If they all started off in a symmetrical position, they’d use Unbreakable Vows to keep from killing each other and then proceed to further affairs, not necessarily cooperatively.
Wouldn’t this require one Quirrell to agree to sacrifice a part of his power before any other Quirrell does? (Assuming that all of the vow rituals taking place at the same time would require each Quirrell to take part in more than one ritual simultaneously, which doesn’t seem possible.) It seems to me that a Quirrell wouldn’t agree to this.
You don’t have to sacrifice your own power for that, the bonder sacrifices power. And the Unbreakable Vow could be worded to only come into force once all Vows were taken.
But, in this case, the bonder is another Quirrell picked from this all-Quirrel community, right?
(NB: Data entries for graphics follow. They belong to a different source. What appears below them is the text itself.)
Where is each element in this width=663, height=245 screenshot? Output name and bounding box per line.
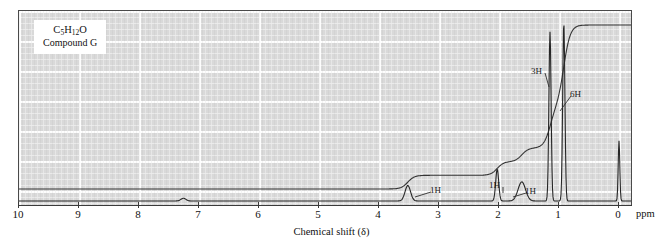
integration-curve — [19, 25, 632, 189]
tick-label-9: 9 — [75, 208, 81, 220]
compound-label-box: C5H12O Compound G — [34, 20, 106, 54]
tick-label-3: 3 — [435, 208, 441, 220]
integration-annotation-1h-1: 1H — [489, 180, 500, 190]
spectrum-traces — [19, 11, 632, 206]
spectrum-trace — [19, 26, 632, 201]
tick-label-1: 1 — [555, 208, 561, 220]
tick-label-5: 5 — [315, 208, 321, 220]
integration-annotation-1h-0: 1H — [430, 185, 441, 195]
tick-label-6: 6 — [255, 208, 261, 220]
tick-label-7: 7 — [195, 208, 201, 220]
tick-label-10: 10 — [13, 208, 24, 220]
tick-label-2: 2 — [495, 208, 501, 220]
x-axis-line — [18, 205, 632, 206]
molecular-formula: C5H12O — [43, 23, 97, 37]
x-axis-title: Chemical shift (δ) — [0, 226, 663, 237]
axis-unit-label: ppm — [636, 208, 655, 219]
integration-annotation-3h-3: 3H — [531, 66, 542, 76]
tick-label-0: 0 — [615, 208, 621, 220]
spectrum-plot-area — [18, 10, 632, 206]
compound-name: Compound G — [43, 37, 97, 50]
integration-annotation-1h-2: 1H — [525, 186, 536, 196]
tick-label-8: 8 — [135, 208, 141, 220]
integration-annotation-6h-4: 6H — [570, 89, 581, 99]
nmr-spectrum-figure: C5H12O Compound G 1H1H1H3H6H 10987654321… — [0, 0, 663, 245]
tick-label-4: 4 — [375, 208, 381, 220]
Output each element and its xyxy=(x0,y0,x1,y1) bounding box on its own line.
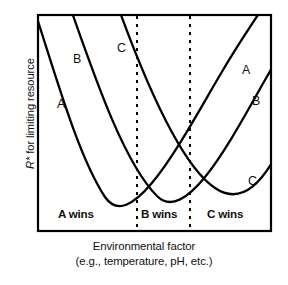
curve-label-c-left: C xyxy=(117,42,126,54)
y-axis-label: R* for limiting resource xyxy=(25,21,36,207)
curve-label-a-right: A xyxy=(242,64,250,76)
curve-label-b-right: B xyxy=(252,95,260,107)
plot-area xyxy=(37,14,272,232)
y-axis-label-container: R* for limiting resource xyxy=(0,0,36,232)
chart-svg xyxy=(37,14,272,232)
x-axis-label-line1: Environmental factor xyxy=(0,239,288,254)
x-axis-label-line2: (e.g., temperature, pH, etc.) xyxy=(0,254,288,269)
y-axis-label-rstar: R* xyxy=(24,157,36,169)
zone-label-a-wins: A wins xyxy=(58,208,94,220)
y-axis-label-rest: for limiting resource xyxy=(24,58,36,157)
zone-label-b-wins: B wins xyxy=(141,208,177,220)
zone-label-c-wins: C wins xyxy=(207,208,243,220)
figure-container: R* for limiting resource xyxy=(0,0,288,285)
x-axis-label-container: Environmental factor (e.g., temperature,… xyxy=(0,239,288,270)
curve-label-c-right: C xyxy=(248,175,257,187)
curve-label-b-left: B xyxy=(73,53,81,65)
curve-label-a-left: A xyxy=(57,98,65,110)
Of course, if we allow the ritual to depend on the completion of other rituals, then the problem is moot.
It strikes me that this conversation really hinges on just how evil HPMOR’s Quirrell turns out to be, which is problematic since you know a few chapters more plot than I do...
(Also, since I find myself having a conversation with you, might I say that I very much like HPMOR, and that I would like it even more if you were to amend chapter 19 so that Quirrell didn’t perpetuate one or two myths about martial arts, a subject on which I focus a certain amount of my own nerdly attentions? I posted a review under “James”, but the short version is that (1) martial arts aren’t particularly Asian, and (2) “I’m a sixth dan” means no more than “I once got a B- in a class whose subject I won’t divulge except to say that it was ‘Math’.”)
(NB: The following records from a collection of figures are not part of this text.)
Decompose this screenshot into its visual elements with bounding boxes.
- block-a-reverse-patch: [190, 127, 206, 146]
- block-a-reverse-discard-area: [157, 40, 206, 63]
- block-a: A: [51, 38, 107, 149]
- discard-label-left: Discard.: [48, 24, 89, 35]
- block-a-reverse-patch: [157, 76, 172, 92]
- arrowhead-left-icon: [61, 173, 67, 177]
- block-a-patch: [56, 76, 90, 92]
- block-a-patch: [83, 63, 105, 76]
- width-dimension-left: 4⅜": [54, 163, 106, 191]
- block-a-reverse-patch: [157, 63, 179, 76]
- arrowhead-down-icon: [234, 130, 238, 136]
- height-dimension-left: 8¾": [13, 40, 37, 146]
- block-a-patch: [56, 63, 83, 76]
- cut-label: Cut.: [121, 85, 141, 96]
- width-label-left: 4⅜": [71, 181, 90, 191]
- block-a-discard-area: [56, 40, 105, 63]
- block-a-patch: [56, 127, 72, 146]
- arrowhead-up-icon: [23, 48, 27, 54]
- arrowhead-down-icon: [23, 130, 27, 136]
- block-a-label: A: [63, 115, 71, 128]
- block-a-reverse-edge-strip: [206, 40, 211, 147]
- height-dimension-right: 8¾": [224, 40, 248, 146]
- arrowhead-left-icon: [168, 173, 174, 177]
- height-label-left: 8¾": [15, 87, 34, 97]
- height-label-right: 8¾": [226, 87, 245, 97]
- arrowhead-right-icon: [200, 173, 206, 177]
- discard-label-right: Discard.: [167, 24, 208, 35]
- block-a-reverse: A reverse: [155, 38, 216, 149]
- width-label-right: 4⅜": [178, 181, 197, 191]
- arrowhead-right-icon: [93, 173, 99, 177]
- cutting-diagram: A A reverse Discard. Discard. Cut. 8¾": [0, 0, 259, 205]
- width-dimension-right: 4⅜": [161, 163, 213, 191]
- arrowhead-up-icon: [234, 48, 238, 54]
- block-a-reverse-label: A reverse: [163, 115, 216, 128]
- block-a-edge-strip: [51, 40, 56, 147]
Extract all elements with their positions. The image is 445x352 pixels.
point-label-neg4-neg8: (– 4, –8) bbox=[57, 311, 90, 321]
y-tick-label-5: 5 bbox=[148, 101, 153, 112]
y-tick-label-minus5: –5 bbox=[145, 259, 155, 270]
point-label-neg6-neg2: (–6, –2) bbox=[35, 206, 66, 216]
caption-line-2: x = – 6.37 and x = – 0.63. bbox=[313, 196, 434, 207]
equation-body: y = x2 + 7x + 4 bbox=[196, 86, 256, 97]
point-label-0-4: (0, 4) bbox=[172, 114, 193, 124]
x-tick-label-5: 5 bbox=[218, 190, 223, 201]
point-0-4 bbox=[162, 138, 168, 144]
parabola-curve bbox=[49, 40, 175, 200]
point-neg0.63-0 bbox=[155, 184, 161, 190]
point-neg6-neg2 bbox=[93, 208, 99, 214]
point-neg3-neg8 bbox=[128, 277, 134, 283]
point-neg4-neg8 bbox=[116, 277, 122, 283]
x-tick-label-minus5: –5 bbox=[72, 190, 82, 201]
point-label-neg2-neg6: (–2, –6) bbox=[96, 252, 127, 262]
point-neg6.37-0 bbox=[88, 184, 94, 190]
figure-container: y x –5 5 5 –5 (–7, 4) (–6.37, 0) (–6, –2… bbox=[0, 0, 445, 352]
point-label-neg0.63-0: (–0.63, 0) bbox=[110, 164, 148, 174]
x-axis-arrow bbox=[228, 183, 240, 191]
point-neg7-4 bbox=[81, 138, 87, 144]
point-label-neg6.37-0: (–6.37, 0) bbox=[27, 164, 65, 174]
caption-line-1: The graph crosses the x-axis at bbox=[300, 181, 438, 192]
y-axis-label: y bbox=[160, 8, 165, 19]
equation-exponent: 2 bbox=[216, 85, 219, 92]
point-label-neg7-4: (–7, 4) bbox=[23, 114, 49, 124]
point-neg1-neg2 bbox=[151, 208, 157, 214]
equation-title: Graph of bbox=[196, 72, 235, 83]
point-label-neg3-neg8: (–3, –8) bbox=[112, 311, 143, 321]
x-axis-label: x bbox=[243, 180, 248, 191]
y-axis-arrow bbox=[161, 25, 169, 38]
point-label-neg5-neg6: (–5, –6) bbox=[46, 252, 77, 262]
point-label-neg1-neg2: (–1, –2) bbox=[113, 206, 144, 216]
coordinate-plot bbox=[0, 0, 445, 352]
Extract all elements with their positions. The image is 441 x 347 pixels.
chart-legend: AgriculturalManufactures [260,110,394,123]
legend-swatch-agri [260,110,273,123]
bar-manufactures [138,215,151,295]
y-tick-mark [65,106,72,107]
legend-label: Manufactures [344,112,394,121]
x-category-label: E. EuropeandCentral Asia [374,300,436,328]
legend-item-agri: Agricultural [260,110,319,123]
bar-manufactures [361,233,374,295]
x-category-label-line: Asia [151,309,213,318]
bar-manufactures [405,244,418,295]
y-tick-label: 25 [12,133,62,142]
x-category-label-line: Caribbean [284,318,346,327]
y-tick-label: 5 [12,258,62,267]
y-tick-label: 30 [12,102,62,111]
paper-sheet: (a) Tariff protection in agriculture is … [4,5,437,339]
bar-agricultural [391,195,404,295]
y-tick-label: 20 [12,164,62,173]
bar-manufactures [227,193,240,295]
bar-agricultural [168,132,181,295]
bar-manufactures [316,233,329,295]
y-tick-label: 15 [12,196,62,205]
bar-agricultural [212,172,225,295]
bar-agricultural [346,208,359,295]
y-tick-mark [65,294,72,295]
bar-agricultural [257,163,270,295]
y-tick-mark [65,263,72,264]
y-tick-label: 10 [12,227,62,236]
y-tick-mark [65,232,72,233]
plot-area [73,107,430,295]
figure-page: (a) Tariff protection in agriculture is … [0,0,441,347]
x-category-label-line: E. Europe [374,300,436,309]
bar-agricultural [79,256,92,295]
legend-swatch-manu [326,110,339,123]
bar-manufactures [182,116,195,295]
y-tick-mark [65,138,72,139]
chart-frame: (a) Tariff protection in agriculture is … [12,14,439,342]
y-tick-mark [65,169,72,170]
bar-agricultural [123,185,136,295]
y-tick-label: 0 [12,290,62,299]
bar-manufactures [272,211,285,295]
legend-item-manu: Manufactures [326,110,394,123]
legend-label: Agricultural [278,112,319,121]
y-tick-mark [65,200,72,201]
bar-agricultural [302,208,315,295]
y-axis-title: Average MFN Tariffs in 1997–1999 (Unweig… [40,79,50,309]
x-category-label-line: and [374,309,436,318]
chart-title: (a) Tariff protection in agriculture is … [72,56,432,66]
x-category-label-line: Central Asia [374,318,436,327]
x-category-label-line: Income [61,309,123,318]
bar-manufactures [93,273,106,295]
The great-grandparent comment did make me consider unbreakable vows as a theory of what happened on Halloween. E.g. to prevent one of his Horcruxes from later killing him, Voldemort made an unbreakable vow not to magically interact with his alter egos (this causing Harry’s sense of Doom around Quirrell). Doesn’t seem necessary, though.
If they all started off in a symmetrical position, they’d use Unbreakable Vows to keep from killing each other and then proceed to further affairs, not necessarily cooperatively.
Wouldn’t this require one Quirrell to agree to sacrifice a part of his power before any other Quirrell does? (Assuming that all of the vow rituals taking place at the same time would require each Quirrell to take part in more than one ritual simultaneously, which doesn’t seem possible.) It seems to me that a Quirrell wouldn’t agree to this.
You don’t have to sacrifice your own power for that, the bonder sacrifices power. And the Unbreakable Vow could be worded to only come into force once all Vows were taken.
But, in this case, the bonder is another Quirrell picked from this all-Quirrel community, right?
Of course, if we allow the ritual to depend on the completion of other rituals, then the problem is moot.
It strikes me that this conversation really hinges on just how evil HPMOR’s Quirrell turns out to be, which is problematic since you know a few chapters more plot than I do...
(Also, since I find myself having a conversation with you, might I say that I very much like HPMOR, and that I would like it even more if you were to amend chapter 19 so that Quirrell didn’t perpetuate one or two myths about martial arts, a subject on which I focus a certain amount of my own nerdly attentions? I posted a review under “James”, but the short version is that (1) martial arts aren’t particularly Asian, and (2) “I’m a sixth dan” means no more than “I once got a B- in a class whose subject I won’t divulge except to say that it was ‘Math’.”)
The great-grandparent comment did make me consider unbreakable vows as a theory of what happened on Halloween. E.g. to prevent one of his Horcruxes from later killing him, Voldemort made an unbreakable vow not to magically interact with his alter egos (this causing Harry’s sense of Doom around Quirrell). Doesn’t seem necessary, though.